Court reinstates Oregon ballot-initiative rules


For the fifth time this year, the Supreme Court set aside a lower-court order that would have altered state election rules in response to the coronavirus pandemic. The justices on Tuesday granted an emergency request by the state of Oregon to put on hold a ruling by a federal district judge that would have required the state to relax its requirements for getting a proposed amendment to the states constitution on the ballot in the November election. Two justices Ruth Bader Ginsburg and Sonia Sotomayor indicated that they would have denied the states request.
Under Oregon law, voters can propose constitutional amendments that will be put up for a statewide vote. Supporters of a proposed amendment must collect enough signatures that the total number equals 8% of the votes cast in the states most recent governors race. Those signatures must be filed with Oregons secretary of state no later than four months before the election. For the 2020 election, that meant that a petition for a proposed amendment needed just under 150,000 signatures by July 2.
Tuesday’s ruling came in a case involving Initiative Petition 57, which proposes to amend Oregons constitution to create an independent commission for redistricting in the state. Civil rights and voting groups supporting the amendment filed a lawsuit on June 30, after proponents had obtained only 64,000 unverified signatures. They claimed that the states rules for getting an amendment on the ballot violated the First Amendment by making it too difficult to place the amendment up for a vote during the pandemic. U.S. District Judge Michael McShane ordered the state to put the proposed amendment on the November ballot if its supporters submitted 58,789 valid signatures nearly 100,000 fewer than would normally be required by Aug. 17.
The state appealed to the U.S. Court of Appeals for the 9th Circuit, which declined to put McShanes order on hold until it could weigh in. That prompted the state to come to the Supreme Court last week, asking the justices to block the order relaxing the states rules. If the order were left in place, the state warned, it could result in the inclusion in the states constitution of an amendment that does not meet the constitutional requirements for appearing on the ballot. Moreover, the state added, the Supreme Courts intervention was necessary because it was not clear whether the 9th Circuit would rule on the appeal before the end of August, when state officials must finalize the November ballot. After that, the state told the justices, it will be extraordinarily difficult to reverse course without having an adverse effect on military and overseas voters.
The proponents of the amendment argued that the state did not have legal standing to challenge McShanes order because Oregons secretary of state Republican Beverly Clarno had chosen not to appeal. Rather, Oregons appeal and its subsequent emergency request to the Supreme Court were pursued by the states attorney general, Democrat Ellen Rosenblum. The amendments proponents said Rosenblums role was improper. And in any event, they continued, McShanes order simply provided sensible and modest relief from the states pre-pandemic rules, especially when measures put in place to combat the pandemic largely prohibited them from gathering signatures in person. There was no need for the Supreme Court to intervene, they argued, because there was plenty of time for the 9th Circuit to issue its decision and, if necessary, for the state to make changes to the ballot.
On Friday, Justice Elena Kagan directed the state to file a short supplemental brief and tell the justices in 100 words or fewer whether Clarno agreed to have Rosenblum represent her and appear on her behalf in the Supreme Court. Clarno responded (if somewhat lukewarmly) that she did. Clarnos consent to the appearance should not be taken as her personal agreement as a policy matter with the attorney generals request, the state wrote. But to the extent that consent to the appearance is necessary, the state continued, she consents.
The proponents of the amendment pushed back, arguing on Monday that Clarno had not consented to the attorney generals appeal in a legally relevant sense because Clarno had indicated that she deferred to the attorney generals decision. The Secretary must make that decision, the proponents contended. Because the Secretary does not want to proceed, they wrote, the attorney general was effectively trying to intervene in the case when there was no longer a live dispute.
In a brief order on Tuesday afternoon, the Supreme Court granted the states request to put the district courts order on hold while it appeals to the 9th Circuit and, if necessary, the Supreme Court. Ginsburg and Sotomayor indicated that they would have denied the states application, but they did not file a separate dissent.
Tuesdays order was the most recent in a series of rulings by the Supreme Court in which the justices have intervened to block lower-court orders that would have loosened state election procedures in light of the pandemic. On July 30, the justices put on hold rulings by a federal court in Idaho that would have given a group backing a ballot initiative in that state more time to collect signatures for an initiative and required the state to accept electronic signatures. The justices have also blocked a ruling in Alabama that would have made it easier for voters to cast absentee ballots, denied a request from the Texas Democratic Party to allow voters to cast ballots by mail without an excuse and froze an order that had extended the deadline for the submission of absentee ballots in Wisconsins April election. The justices are currently considering a request by the Republican National Committee and Rhode Islands Republican Party to reinstate that states witness requirements for absentee ballots.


▶ [Exercise goal] Transcribe the data verbatim and drop its images.
------ Input data
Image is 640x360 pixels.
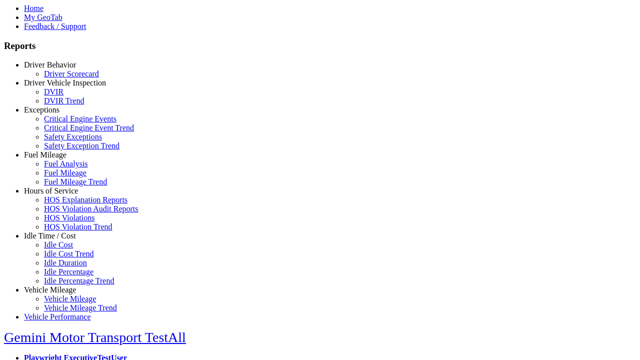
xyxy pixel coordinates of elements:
a: DVIR [44,88,64,96]
a: HOS Violations [44,214,95,222]
a: HOS Violation Audit Reports [44,205,139,213]
a: Critical Engine Event Trend [44,124,134,132]
a: Vehicle Mileage [44,295,96,303]
a: Hours of Service [24,187,78,195]
a: Home [24,4,44,13]
a: Idle Cost [44,241,73,249]
a: Gemini Motor Transport TestAll [4,330,186,345]
a: Critical Engine Events [44,115,117,123]
a: Idle Duration [44,259,87,267]
a: Safety Exception Trend [44,142,120,150]
a: Vehicle Mileage [24,286,76,294]
a: Safety Exceptions [44,133,102,141]
a: HOS Violation Trend [44,223,113,231]
a: Fuel Mileage [24,151,67,159]
a: Idle Cost Trend [44,250,94,258]
h3: Reports [4,41,636,52]
a: DVIR Trend [44,97,84,105]
a: My GeoTab [24,13,63,22]
a: Fuel Mileage [44,169,87,177]
a: Idle Time / Cost [24,232,76,240]
a: Driver Scorecard [44,70,99,78]
a: Fuel Analysis [44,160,88,168]
a: HOS Explanation Reports [44,196,128,204]
a: Vehicle Mileage Trend [44,304,117,312]
a: Fuel Mileage Trend [44,178,107,186]
a: Idle Percentage [44,268,94,276]
a: Exceptions [24,106,60,114]
a: Driver Vehicle Inspection [24,79,106,87]
a: Feedback / Support [24,22,86,31]
a: Vehicle Performance [24,313,91,321]
a: Idle Percentage Trend [44,277,114,285]
a: Driver Behavior [24,61,76,69]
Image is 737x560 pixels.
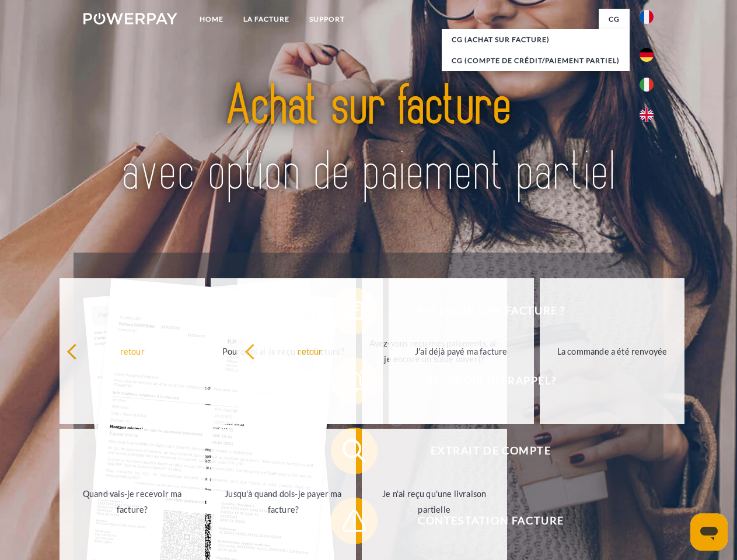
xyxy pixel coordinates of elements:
[218,486,349,518] div: Jusqu'à quand dois-je payer ma facture?
[442,50,630,71] a: CG (Compte de crédit/paiement partiel)
[396,343,527,359] div: J'ai déjà payé ma facture
[111,56,626,223] img: title-powerpay_fr.svg
[442,29,630,50] a: CG (achat sur facture)
[299,9,355,30] a: Support
[244,343,376,359] div: retour
[84,13,177,24] img: logo-powerpay-white.svg
[599,9,630,30] a: CG
[67,343,198,359] div: retour
[640,10,653,24] img: fr
[640,108,653,122] img: en
[369,486,500,518] div: Je n'ai reçu qu'une livraison partielle
[640,78,653,92] img: it
[547,343,679,359] div: La commande a été renvoyée
[690,513,728,551] iframe: Bouton de lancement de la fenêtre de messagerie
[218,343,349,359] div: Pourquoi ai-je reçu une facture?
[640,48,653,62] img: de
[67,486,198,518] div: Quand vais-je recevoir ma facture?
[190,9,233,30] a: Home
[233,9,299,30] a: LA FACTURE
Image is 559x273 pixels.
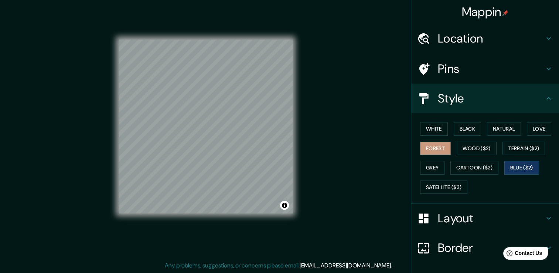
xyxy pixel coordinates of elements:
[503,10,509,16] img: pin-icon.png
[438,31,544,46] h4: Location
[411,24,559,53] div: Location
[487,122,521,136] button: Natural
[119,40,293,213] canvas: Map
[451,161,499,174] button: Cartoon ($2)
[420,142,451,155] button: Forest
[165,261,392,270] p: Any problems, suggestions, or concerns please email .
[438,61,544,76] h4: Pins
[438,91,544,106] h4: Style
[493,244,551,265] iframe: Help widget launcher
[280,201,289,210] button: Toggle attribution
[411,233,559,262] div: Border
[392,261,393,270] div: .
[438,211,544,225] h4: Layout
[411,203,559,233] div: Layout
[420,161,445,174] button: Grey
[420,180,468,194] button: Satellite ($3)
[411,84,559,113] div: Style
[462,4,509,19] h4: Mappin
[454,122,482,136] button: Black
[457,142,497,155] button: Wood ($2)
[503,142,546,155] button: Terrain ($2)
[527,122,551,136] button: Love
[505,161,539,174] button: Blue ($2)
[420,122,448,136] button: White
[300,261,391,269] a: [EMAIL_ADDRESS][DOMAIN_NAME]
[411,54,559,84] div: Pins
[393,261,395,270] div: .
[438,240,544,255] h4: Border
------------
▶ [Response]
Image is 640x360 pixels.
xyxy pixel coordinates of elements:
a: DVIR [44,88,64,96]
a: HOS Violations [44,214,95,222]
a: HOS Violation Audit Reports [44,205,139,213]
a: Critical Engine Event Trend [44,124,134,132]
a: Vehicle Mileage [44,295,96,303]
a: Hours of Service [24,187,78,195]
a: Home [24,4,44,13]
a: Idle Cost [44,241,73,249]
a: Gemini Motor Transport TestAll [4,330,186,345]
a: Critical Engine Events [44,115,117,123]
a: Idle Duration [44,259,87,267]
a: Safety Exception Trend [44,142,120,150]
a: Vehicle Mileage [24,286,76,294]
a: Safety Exceptions [44,133,102,141]
a: HOS Violation Trend [44,223,113,231]
a: Fuel Mileage [24,151,67,159]
a: Idle Cost Trend [44,250,94,258]
h3: Reports [4,41,636,52]
a: DVIR Trend [44,97,84,105]
a: My GeoTab [24,13,63,22]
a: Fuel Mileage [44,169,87,177]
a: Idle Time / Cost [24,232,76,240]
a: Driver Scorecard [44,70,99,78]
a: Fuel Analysis [44,160,88,168]
a: HOS Explanation Reports [44,196,128,204]
a: Vehicle Mileage Trend [44,304,117,312]
a: Fuel Mileage Trend [44,178,107,186]
a: Idle Percentage [44,268,94,276]
a: Exceptions [24,106,60,114]
a: Driver Vehicle Inspection [24,79,106,87]
a: Feedback / Support [24,22,86,31]
a: Vehicle Performance [24,313,91,321]
a: Idle Percentage Trend [44,277,114,285]
a: Driver Behavior [24,61,76,69]
Image is 737x560 pixels.
xyxy pixel coordinates of elements:
[218,486,349,518] div: Jusqu'à quand dois-je payer ma facture?
[442,50,630,71] a: CG (Compte de crédit/paiement partiel)
[396,343,527,359] div: J'ai déjà payé ma facture
[111,56,626,223] img: title-powerpay_fr.svg
[442,29,630,50] a: CG (achat sur facture)
[299,9,355,30] a: Support
[244,343,376,359] div: retour
[84,13,177,24] img: logo-powerpay-white.svg
[599,9,630,30] a: CG
[67,343,198,359] div: retour
[640,10,653,24] img: fr
[640,108,653,122] img: en
[369,486,500,518] div: Je n'ai reçu qu'une livraison partielle
[640,78,653,92] img: it
[547,343,679,359] div: La commande a été renvoyée
[690,513,728,551] iframe: Bouton de lancement de la fenêtre de messagerie
[218,343,349,359] div: Pourquoi ai-je reçu une facture?
[640,48,653,62] img: de
[67,486,198,518] div: Quand vais-je recevoir ma facture?
[190,9,233,30] a: Home
[233,9,299,30] a: LA FACTURE
Image is 559x273 pixels.
xyxy pixel coordinates of elements:
[503,10,509,16] img: pin-icon.png
[438,31,544,46] h4: Location
[411,24,559,53] div: Location
[487,122,521,136] button: Natural
[119,40,293,213] canvas: Map
[451,161,499,174] button: Cartoon ($2)
[420,142,451,155] button: Forest
[165,261,392,270] p: Any problems, suggestions, or concerns please email .
[438,61,544,76] h4: Pins
[438,91,544,106] h4: Style
[493,244,551,265] iframe: Help widget launcher
[280,201,289,210] button: Toggle attribution
[411,233,559,262] div: Border
[392,261,393,270] div: .
[438,211,544,225] h4: Layout
[411,203,559,233] div: Layout
[420,161,445,174] button: Grey
[420,180,468,194] button: Satellite ($3)
[411,84,559,113] div: Style
[462,4,509,19] h4: Mappin
[454,122,482,136] button: Black
[457,142,497,155] button: Wood ($2)
[503,142,546,155] button: Terrain ($2)
[527,122,551,136] button: Love
[505,161,539,174] button: Blue ($2)
[420,122,448,136] button: White
[300,261,391,269] a: [EMAIL_ADDRESS][DOMAIN_NAME]
[411,54,559,84] div: Pins
[393,261,395,270] div: .
[438,240,544,255] h4: Border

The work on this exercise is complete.